Unlike ten years ago when companies clearly maintained ownership of the entire web experi-
ence by controlling it from the data center, today there is no single owner of the user experi-
ence. Modern web applications are typically comprised of code and content coming from
numerous parties, only one of which is the company whose logo and brand are displayed
prominently on the page. This mosaic of content and services that comes together in the
browser relies far more on local processing than ever before. With today’s multitude of browser
types, computer operating systems, and versions, there is a real need to ensure that web appli-
cations work well for all end-users.
Outside of a select few developers and business managers in the savviest web companies, few
people realize how much of a site’s content and functionality depends on outside sources. Yet
building sites that use an increasing number of outside services is increasingly the norm.
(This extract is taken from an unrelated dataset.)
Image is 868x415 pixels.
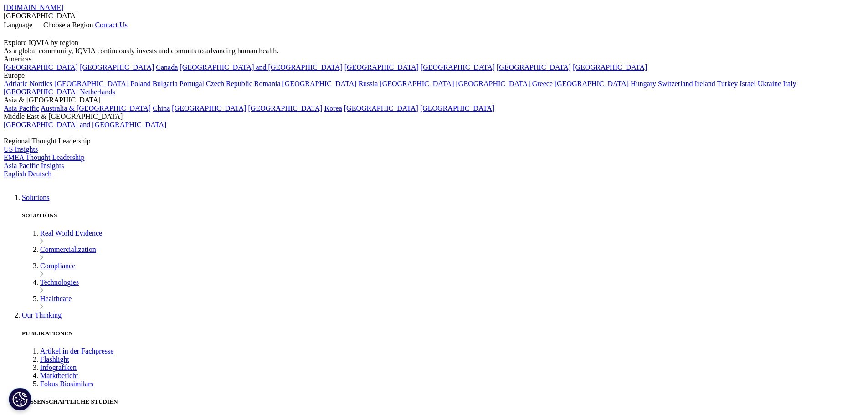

A Closer Look at Web 2.0 Composite Applications


Leading organizations are striving to deliver increasingly interesting, useful, or exhilarating
web experiences. With Google Maps, for example, users can “speed drag” satellite images
of their neighborhood, city, state or country at will. That’s because the underlying Ajax code
(Asynchronous JavaScript and XML) anticipates their movements and makes server calls behind
the scenes. Mash up Google Maps with a real-estate brokerage home finder, and a Web 2.0
developer can suddenly have a lot going on at the browser level that not long ago would have
happened on the server, where they could control it.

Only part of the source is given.